Saturday, March 28, 2009

"For thou wilt not leave my soul in hell; neither wilt thou suffer thine Holy One to see corruption." Psalm 16:10

When the adorable Lord by a voluntary act laid down his life, the last words that he spoke were, "Father, into thy hands I commend my spirit." By his "spirit" we are to understand his human soul which at once went into paradise, into the immediate presence of God, as he intimated in the words, "And now come I to thee" (John 17:13). Nor did he go thither that day alone. A trophy was soon to follow him; the soul of that repenting, believing malefactor, who, a partner with him in suffering, had become by his sovereign grace a partner with him in glory.

There was, then, an actual separation of the Redeemer's body and soul; but this did not destroy or affect the union of his Deity with his humanity. That union remained entire, as his holy soul went into paradise in union with his Deity, and thus he was still God-man as much in paradise as he was at the tomb of Lazarus, or at the Last Supper. But his sacred body, though by the act of death life was gone out of it, still remained as before, "that holy thing." Death did not taint that sacred body any more than sin did not taint it in the womb of the Virgin. The promise was, therefore, "Thou wilt not leave my soul in hell [rather, in Hades, or that paradise in which it was after death], nor suffer thy Holy One to see corruption."

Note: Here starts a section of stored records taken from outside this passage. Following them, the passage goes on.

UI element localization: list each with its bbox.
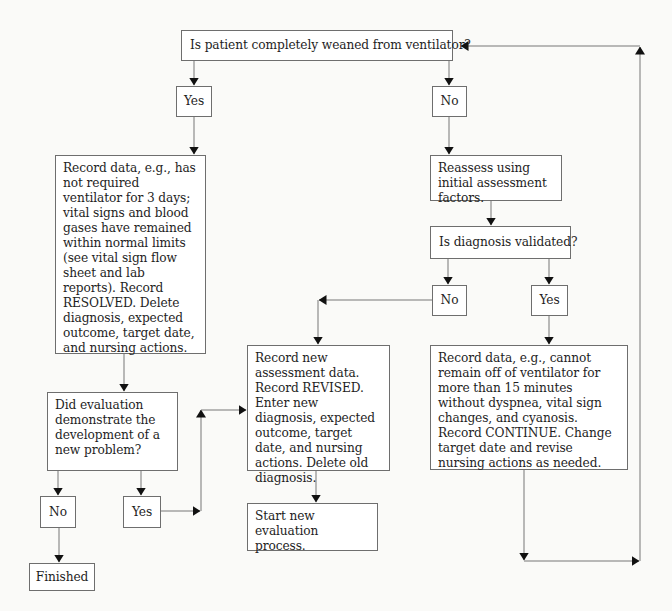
node-new-problem-question: Did evaluation demonstrate the developme… xyxy=(47,392,178,471)
node-diagnosis-validated-question: Is diagnosis validated? xyxy=(430,226,571,259)
node-continue-record: Record data, e.g., cannot remain off of … xyxy=(430,345,628,470)
node-revised-record: Record new assessment data. Record REVIS… xyxy=(247,345,390,471)
node-validated-no: No xyxy=(432,285,467,316)
node-start-new-evaluation: Start new evaluation process. xyxy=(247,503,378,551)
node-weaned-yes: Yes xyxy=(176,86,212,117)
node-new-problem-no: No xyxy=(40,496,76,528)
node-validated-yes: Yes xyxy=(531,285,568,316)
node-resolved-record: Record data, e.g., has not required vent… xyxy=(55,155,206,354)
node-weaned-question: Is patient completely weaned from ventil… xyxy=(181,30,453,61)
node-reassess: Reassess using initial assessment factor… xyxy=(430,155,562,201)
node-weaned-no: No xyxy=(432,86,467,117)
node-new-problem-yes: Yes xyxy=(123,496,161,528)
node-finished: Finished xyxy=(29,563,95,591)
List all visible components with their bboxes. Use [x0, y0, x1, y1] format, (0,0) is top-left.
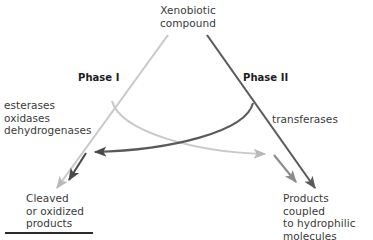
xenobiotic-metabolism-diagram: Xenobiotic compound Phase I Phase II est… [0, 0, 373, 240]
figure-bottom-rule [5, 232, 93, 234]
xenobiotic-compound-title: Xenobiotic compound [140, 4, 236, 29]
phase-1-label: Phase I [78, 72, 119, 85]
phase-2-label: Phase II [243, 72, 288, 85]
phase-2-product-label: Products coupled to hydrophilic molecule… [283, 192, 373, 240]
phase-1-product-label: Cleaved or oxidized products [26, 192, 84, 230]
phase-2-enzymes-label: transferases [272, 113, 338, 126]
phase1-product-arrow [274, 155, 296, 182]
phase2-to-phase1-curve [95, 103, 253, 152]
phase1-to-phase2-curve [112, 101, 265, 154]
phase-1-enzymes-label: esterases oxidases dehydrogenases [4, 99, 91, 137]
phase2-main-arrow [207, 35, 315, 188]
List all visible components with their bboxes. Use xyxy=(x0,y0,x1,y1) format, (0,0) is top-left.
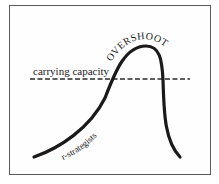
population-curve-diagram: carrying capacity OVERSHOOT r-strategist… xyxy=(0,0,219,184)
r-strategists-text: r-strategists xyxy=(60,130,99,162)
population-curve xyxy=(34,46,180,157)
carrying-capacity-label: carrying capacity xyxy=(33,65,110,77)
r-strategists-label: r-strategists xyxy=(60,130,99,162)
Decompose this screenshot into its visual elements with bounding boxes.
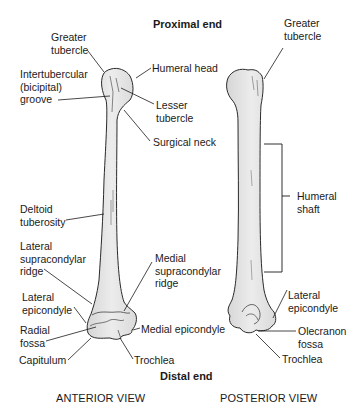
anterior-humerus [87, 68, 136, 339]
label-radial-fossa: Radial fossa [20, 324, 50, 349]
label-trochlea-anterior: Trochlea [134, 354, 174, 367]
posterior-humerus [227, 69, 276, 333]
label-lateral-epicondyle-posterior: Lateral epicondyle [288, 289, 338, 314]
label-olecranon-fossa: Olecranon fossa [298, 325, 346, 350]
anterior-view-caption: ANTERIOR VIEW [56, 392, 145, 404]
label-humeral-head: Humeral head [152, 62, 218, 75]
label-greater-tubercle-posterior: Greater tubercle [284, 17, 321, 42]
label-trochlea-posterior: Trochlea [282, 353, 322, 366]
label-greater-tubercle-anterior: Greater tubercle [51, 31, 88, 56]
posterior-view-caption: POSTERIOR VIEW [220, 392, 317, 404]
label-lateral-supracondylar-ridge: Lateral supracondylar ridge [20, 240, 86, 278]
humeral-shaft-bracket [264, 144, 290, 272]
label-surgical-neck: Surgical neck [153, 136, 216, 149]
label-lesser-tubercle: Lesser tubercle [156, 99, 193, 124]
label-capitulum: Capitulum [19, 354, 66, 367]
proximal-end-title: Proximal end [153, 18, 222, 30]
distal-end-title: Distal end [160, 370, 213, 382]
label-deltoid-tuberosity: Deltoid tuberosity [20, 203, 66, 228]
label-humeral-shaft: Humeral shaft [297, 190, 337, 215]
label-lateral-epicondyle-anterior: Lateral epicondyle [22, 291, 72, 316]
label-intertubercular-groove: Intertubercular (bicipital) groove [20, 68, 88, 106]
label-medial-supracondylar-ridge: Medial supracondylar ridge [155, 252, 221, 290]
label-medial-epicondyle: Medial epicondyle [141, 323, 225, 336]
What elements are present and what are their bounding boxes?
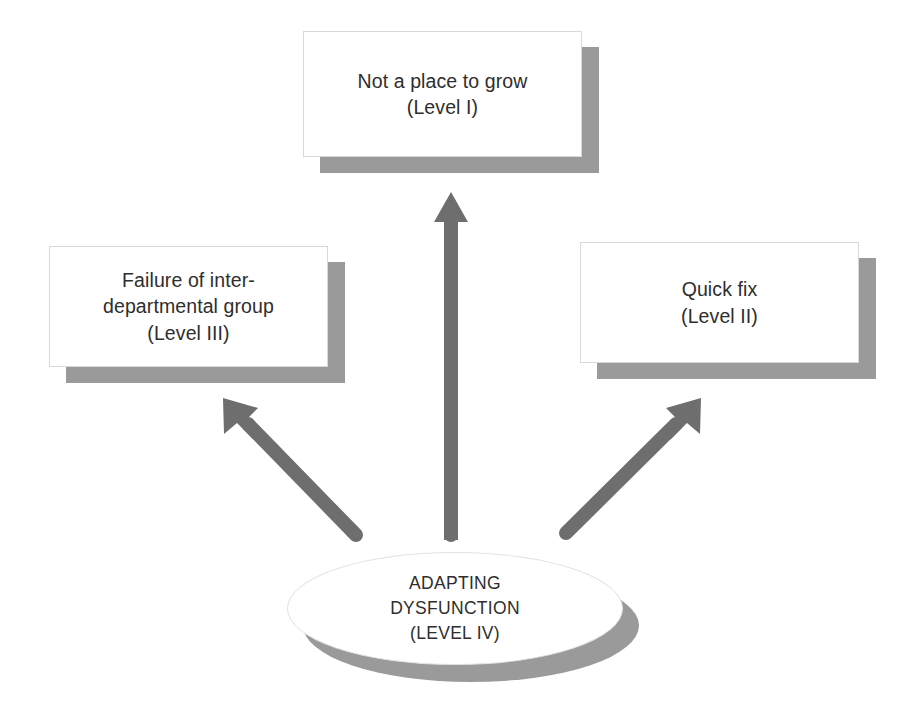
- node-level-4-label: ADAPTING DYSFUNCTION (LEVEL IV): [380, 571, 530, 646]
- node-level-2-label: Quick fix (Level II): [671, 276, 768, 329]
- arrow-root-to-level-3: [223, 398, 356, 535]
- node-level-3-label: Failure of inter- departmental group (Le…: [93, 267, 284, 346]
- node-level-4[interactable]: ADAPTING DYSFUNCTION (LEVEL IV): [287, 552, 639, 682]
- diagram-canvas: Not a place to grow (Level I) Failure of…: [0, 0, 914, 728]
- arrow-root-to-level-1: [434, 192, 468, 542]
- node-level-2-face[interactable]: Quick fix (Level II): [580, 242, 859, 363]
- node-level-3[interactable]: Failure of inter- departmental group (Le…: [49, 246, 345, 383]
- node-level-2[interactable]: Quick fix (Level II): [580, 242, 876, 379]
- node-level-1-face[interactable]: Not a place to grow (Level I): [303, 31, 582, 157]
- node-level-3-face[interactable]: Failure of inter- departmental group (Le…: [49, 246, 328, 367]
- node-level-4-face[interactable]: ADAPTING DYSFUNCTION (LEVEL IV): [287, 552, 623, 665]
- arrow-root-to-level-2: [566, 398, 701, 533]
- node-level-1[interactable]: Not a place to grow (Level I): [303, 31, 599, 173]
- node-level-1-label: Not a place to grow (Level I): [348, 68, 538, 121]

This holy body was essentially incorruptible, as being begotten of the Holy Ghost, by special and supernatural generation, of the flesh of the Virgin; but as in all other acts of the sacred Trinity, Father, Son, and Holy Ghost were all engaged that no taint of corruption should in death assail it. The Father promised, and as a God that cannot lie, performed by his almighty, superintending power; the Son, by the same innate, active, divine energy by which he assumed that body in the womb of the Virgin, preserved it untainted, uncorrupted in the grave; and the Holy Ghost who formed that body in its first conception, breathed over it his holy influence to maintain it, in spite of death and the tomb, as pure and as incorruptible as when he first created it.

These things are indeed difficult to understand or indeed conceive; but they are heavenly mysteries, which faith receives and holds fast in spite of sense, reason, and unbelief. For see the tremendous consequences of allowing any taint of corruption to assail that blessed body. Could a tainted body be resumed at the resurrection? Corruption would have marred it as it will mar ours; and how could a corrupt body have been again the habitation of the Son of God? We are often instrumentally preserved from error not only by knowing and feeling the sweetness and power of truth, but by seeing, as at a glance, the tremendous consequences which a denial of vital, fundamental truths involves.